- From: Tab Atkins Jr. <jackalmage@gmail.com>
- Date: Fri, 22 Jan 2016 11:02:26 -0800
- To: lists@novalistic.com
- Cc: "<www-style@w3.org>" <www-style@w3.org>
On Fri, Jan 8, 2016 at 9:21 AM, Daniel Tan <lists@novalistic.com> wrote:
> In this example[1], when an element has a transition on the color property
> only, changing that property also causes a transition in any other
> properties using currentColor in Firefox and Chrome et al. Notably, this
> cannot be disabled by specifying that property with a duration of 0s - it
> can only be disabled by changing that property to a value other than
> currentColor.
>
> IE and Microsoft Edge apply the change to those properties without a
> transition unless they are specified in transition-property. This is the
> behavior I expect, but whose behavior is correct?
>
> [1]: https://jsfiddle.net/kpk5debr/
>
> div {
> color: cyan;
> border: 10px solid;
> transition: color 3s;
> }
>
> div:hover {
> color: magenta;
> }
It's not causing a transition in the additional properties in
FF/Chrome, it's just transitioning 'color', and reevaluating all the
dependent properties as a result of the new value. This happens for
everything: if you transition 'font-size', anything sized in em will
look like it's transitioning; if you transition any layout-related
property, the element will re-layout in response; etc.
If IE and Edge arent' reflecting the current value of 'color' in
properties that use currentcolor, that's a bug.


**Exercise objective**
In the entries below, find the lines that contain the word "Received" and copy them.

Available data Start Marker

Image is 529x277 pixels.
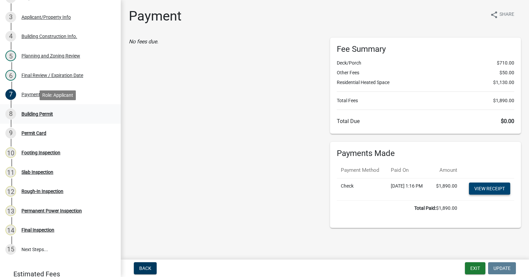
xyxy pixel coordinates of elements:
[5,186,16,196] div: 12
[21,34,77,39] div: Building Construction Info.
[493,97,515,104] span: $1,890.00
[21,208,82,213] div: Permanent Power Inspection
[337,148,515,158] h6: Payments Made
[465,262,486,274] button: Exit
[488,262,516,274] button: Update
[494,265,511,271] span: Update
[5,70,16,81] div: 6
[21,227,54,232] div: Final Inspection
[21,73,83,78] div: Final Review / Expiration Date
[337,59,515,66] li: Deck/Porch
[5,244,16,254] div: 15
[337,69,515,76] li: Other Fees
[21,170,53,174] div: Slab Inspection
[5,31,16,42] div: 4
[387,178,430,200] td: [DATE] 1:16 PM
[5,128,16,138] div: 9
[129,38,158,45] i: No fees due.
[500,69,515,76] span: $50.00
[134,262,157,274] button: Back
[497,59,515,66] span: $710.00
[337,44,515,54] h6: Fee Summary
[21,92,40,97] div: Payment
[500,11,515,19] span: Share
[5,108,16,119] div: 8
[430,162,462,178] th: Amount
[5,12,16,22] div: 3
[5,224,16,235] div: 14
[490,11,498,19] i: share
[21,150,60,155] div: Footing Inspection
[5,89,16,100] div: 7
[5,147,16,158] div: 10
[337,118,515,124] h6: Total Due
[21,15,71,19] div: Applicant/Property Info
[469,182,511,194] a: View receipt
[129,8,182,24] h1: Payment
[493,79,515,86] span: $1,130.00
[337,200,462,215] td: $1,890.00
[337,79,515,86] li: Residential Heated Space
[5,205,16,216] div: 13
[139,265,151,271] span: Back
[5,50,16,61] div: 5
[415,205,436,210] b: Total Paid:
[5,166,16,177] div: 11
[21,189,63,193] div: Rough-In Inspection
[485,8,520,21] button: shareShare
[430,178,462,200] td: $1,890.00
[337,162,387,178] th: Payment Method
[337,178,387,200] td: Check
[387,162,430,178] th: Paid On
[21,53,80,58] div: Planning and Zoning Review
[40,90,76,100] div: Role: Applicant
[21,111,53,116] div: Building Permit
[337,97,515,104] li: Total Fees
[501,118,515,124] span: $0.00
[21,131,46,135] div: Permit Card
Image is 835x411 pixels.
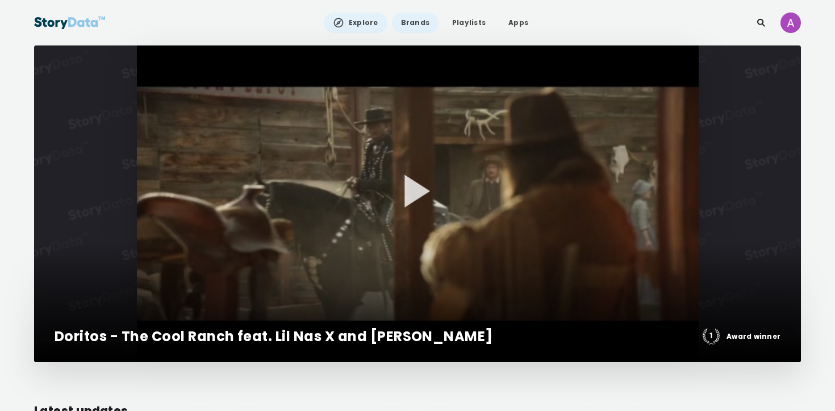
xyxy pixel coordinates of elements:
img: ACg8ocJ7R4PaCXrn3N87rXfOPTZdwFtwdK2XlzQIPEKZxT08XYhwNA=s96-c [781,13,801,33]
a: Explore [324,13,388,33]
a: Brands [392,13,439,33]
a: Apps [499,13,538,33]
img: StoryData Logo [34,13,106,33]
a: Playlists [443,13,495,33]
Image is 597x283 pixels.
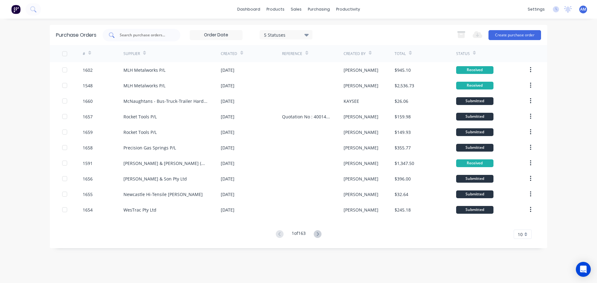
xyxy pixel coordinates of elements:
[282,114,331,120] div: Quotation No : 40014580
[221,114,235,120] div: [DATE]
[395,82,415,89] div: $2,536.73
[344,51,366,57] div: Created By
[518,232,523,238] span: 10
[221,98,235,105] div: [DATE]
[457,97,494,105] div: Submitted
[344,129,379,136] div: [PERSON_NAME]
[264,5,288,14] div: products
[221,176,235,182] div: [DATE]
[457,175,494,183] div: Submitted
[234,5,264,14] a: dashboard
[457,206,494,214] div: Submitted
[83,114,93,120] div: 1657
[344,207,379,213] div: [PERSON_NAME]
[457,66,494,74] div: Received
[124,207,157,213] div: WesTrac Pty Ltd
[264,31,309,38] div: 5 Statuses
[221,145,235,151] div: [DATE]
[124,129,157,136] div: Rocket Tools P/L
[83,145,93,151] div: 1658
[344,191,379,198] div: [PERSON_NAME]
[333,5,363,14] div: productivity
[344,98,359,105] div: KAYSEE
[344,114,379,120] div: [PERSON_NAME]
[457,113,494,121] div: Submitted
[83,129,93,136] div: 1659
[576,262,591,277] div: Open Intercom Messenger
[221,51,237,57] div: Created
[124,145,176,151] div: Precision Gas Springs P/L
[395,176,411,182] div: $396.00
[83,51,85,57] div: #
[288,5,305,14] div: sales
[395,67,411,73] div: $945.10
[395,129,411,136] div: $149.93
[525,5,548,14] div: settings
[395,51,406,57] div: Total
[124,98,208,105] div: McNaughtans - Bus-Truck-Trailer Hardware
[124,160,208,167] div: [PERSON_NAME] & [PERSON_NAME] (N’CLE) Pty Ltd
[292,230,306,239] div: 1 of 163
[457,82,494,90] div: Received
[457,51,470,57] div: Status
[190,30,242,40] input: Order Date
[221,207,235,213] div: [DATE]
[83,98,93,105] div: 1660
[124,176,187,182] div: [PERSON_NAME] & Son Pty Ltd
[124,191,203,198] div: Newcastle Hi-Tensile [PERSON_NAME]
[124,82,166,89] div: MLH Metalworks P/L
[124,114,157,120] div: Rocket Tools P/L
[83,176,93,182] div: 1656
[282,51,302,57] div: Reference
[83,160,93,167] div: 1591
[221,160,235,167] div: [DATE]
[56,31,96,39] div: Purchase Orders
[83,191,93,198] div: 1655
[457,129,494,136] div: Submitted
[395,114,411,120] div: $159.98
[221,82,235,89] div: [DATE]
[83,67,93,73] div: 1602
[221,191,235,198] div: [DATE]
[395,191,409,198] div: $32.64
[11,5,21,14] img: Factory
[305,5,333,14] div: purchasing
[344,145,379,151] div: [PERSON_NAME]
[395,160,415,167] div: $1,347.50
[344,82,379,89] div: [PERSON_NAME]
[119,32,171,38] input: Search purchase orders...
[395,145,411,151] div: $355.77
[457,144,494,152] div: Submitted
[221,67,235,73] div: [DATE]
[395,98,409,105] div: $26.06
[489,30,541,40] button: Create purchase order
[124,67,166,73] div: MLH Metalworks P/L
[124,51,140,57] div: Supplier
[344,160,379,167] div: [PERSON_NAME]
[83,82,93,89] div: 1548
[581,7,587,12] span: AM
[344,67,379,73] div: [PERSON_NAME]
[457,160,494,167] div: Received
[457,191,494,199] div: Submitted
[344,176,379,182] div: [PERSON_NAME]
[395,207,411,213] div: $245.18
[221,129,235,136] div: [DATE]
[83,207,93,213] div: 1654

Available data End Marker

**Solution for this problem**
[457,66,494,74] div: Received
[457,82,494,90] div: Received
[457,160,494,167] div: Received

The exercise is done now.